You can’t call an Uber from the new phone booth installed at Port Moody’s Pioneer Park, but you may be able to chat with your favourite Nana who passed away in 2015.
The Phone of the Wind is an initiative of the Crossroads Hospice Society that gives visitors to the park an opportunity to work through some of their grief at losing a loved one by placing a call to them from the vintage rotary-dial wall phone mounted in a wonderfully stained and lacquered wooden booth.
And while the phone doesn’t have a special line to the afterlife, the act of picking up the handset and talking into the mouthpiece can be comforting in a time of loss and sorrow, said Amelie Lambert, the adult bereavement coordinator at Crossroads’ nearby hospice facility on Noons Creek Drive.
“It helps people not feel crazy all the time when they’re grieving,” she said.
“It helps to normalize grief,” added Brittany Borean, the bereavement service coordinator who helped bring the phone project to life after a volunteer let her know about a similar effort in Washington.

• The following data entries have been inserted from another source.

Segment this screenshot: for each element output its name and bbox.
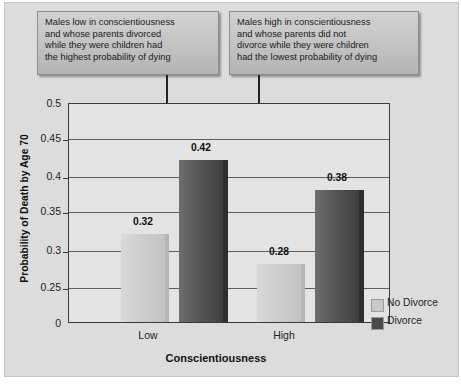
chart-figure: Males low in conscientiousness and whose… — [4, 2, 459, 377]
y-tick-1: 0.45 — [41, 132, 61, 144]
bar-side — [359, 190, 364, 322]
bar-low-divorce[interactable] — [179, 160, 223, 322]
bar-face — [257, 264, 301, 322]
bar-side — [301, 264, 305, 322]
plot-area: 0.32 0.42 0.28 0.38 — [68, 103, 390, 323]
y-tick-3: 0.35 — [41, 205, 61, 217]
y-tick-0: 0.5 — [46, 97, 61, 109]
bar-low-no-divorce[interactable] — [121, 234, 165, 322]
bar-high-no-divorce[interactable] — [257, 264, 301, 322]
y-tick-5: 0.25 — [41, 281, 61, 293]
bar-high-divorce[interactable] — [315, 190, 359, 322]
bar-face — [179, 160, 223, 322]
bar-value-low-no-divorce: 0.32 — [109, 216, 177, 227]
legend-label-divorce: Divorce — [387, 315, 422, 326]
legend-label-no-divorce: No Divorce — [387, 297, 438, 308]
bar-face — [121, 234, 165, 322]
bar-face — [315, 190, 359, 322]
x-tick-low: Low — [113, 329, 183, 341]
x-tick-high: High — [249, 329, 319, 341]
bar-side — [223, 160, 228, 322]
gridline-0.45 — [69, 139, 389, 140]
y-tick-2: 0.4 — [46, 170, 61, 182]
bar-value-low-divorce: 0.42 — [167, 142, 235, 153]
bar-value-high-divorce: 0.38 — [303, 172, 371, 183]
y-axis-tick-labels: 0.5 0.45 0.4 0.35 0.3 0.25 0 — [5, 103, 61, 323]
bar-value-high-no-divorce: 0.28 — [245, 246, 313, 257]
bar-side — [165, 234, 169, 322]
legend-swatch-divorce — [371, 317, 384, 330]
y-tick-6: 0 — [55, 317, 61, 329]
y-tick-4: 0.3 — [46, 244, 61, 256]
x-axis-title: Conscientiousness — [121, 352, 311, 364]
legend-swatch-no-divorce — [371, 299, 384, 312]
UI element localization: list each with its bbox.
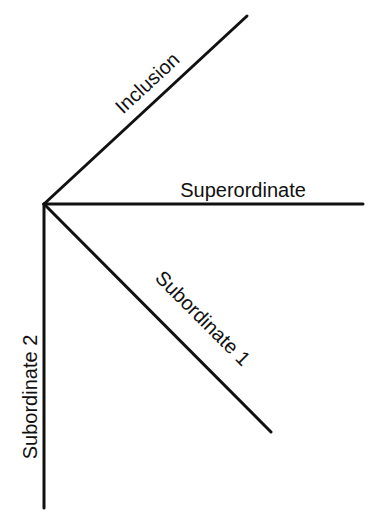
axis-superordinate: Superordinate — [44, 179, 363, 204]
superordinate-label: Superordinate — [180, 179, 306, 201]
axis-inclusion: Inclusion — [44, 16, 247, 204]
axis-subordinate-1: Subordinate 1 — [44, 204, 271, 432]
subordinate-1-line — [44, 204, 271, 432]
inclusion-line — [44, 16, 247, 204]
axis-subordinate-2: Subordinate 2 — [19, 204, 44, 508]
subordinate-1-label: Subordinate 1 — [151, 266, 255, 370]
subordinate-2-label: Subordinate 2 — [19, 335, 41, 460]
relation-axes-diagram: Inclusion Superordinate Subordinate 1 Su… — [0, 0, 378, 523]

The first Phone of the Wind was erected in 2010 in Otsuchi, Japan when a landscape designer named Itaru Sasaki installed an old phone booth in his garden shortly after a beloved cousin died of cancer. In a 2017 article in Bloomberg, he said the phone offered him a way to maintain a relationship with his departed cousin.
In 2011, Sasaki’s private installation became a kind of public shrine after an earthquake and tsunami destroyed dozens of coastal communities including Otsuchi and people who lost loved ones in the disaster made their way to his garden to seek comfort by placing calls from his booth.
Since then, wind phones have been built in places like: Oakland, Calif., to commemorate the 36 people who perished in a warehouse fire; Dublin, Ireland; Marshall, North Carolina; and Aspen, Colorado.
The concept has also caught the imagination of novelists and filmmakers who’ve incorporated it into stories of love and loss.
To realize Port Moody’s Phone of the Wind, Borean enlisted the help of the city’s superintendent of parks, Robbie Nall, and carpenter Roy Balbino, who took his inspiration to craft the booth from one he happened to spy one day while driving along St. John’s Street.
Some of the wood is reclaimed from old memorial benches in the adjacent labyrinth healing garden, while the vintage black wall phone was discovered on Facebook Marketplace.
Lambert said having the Phone of the Wind in a public setting helps bring the grieving process out from the shadows where western society has tended to lock it away as a very private process.
“We don’t acknowledge grief,” she said. “We don’t have to hide it.”
In fact, Borean added, accepting grief can help ease some of the pain that comes from losing a loved one.
“It sends a message that it’s okay to grieve,” she said. “It’s not about ‘time will heal all wounds.’”
The phone can also provide a way for families to bridge generations.
Lambert said since the phone was installed in August, families have brought their kids to talk with members who may have passed before they were born or were too young to remember.
“It drives connections,” Borean said. “It creates a sense of community that you’re not alone.”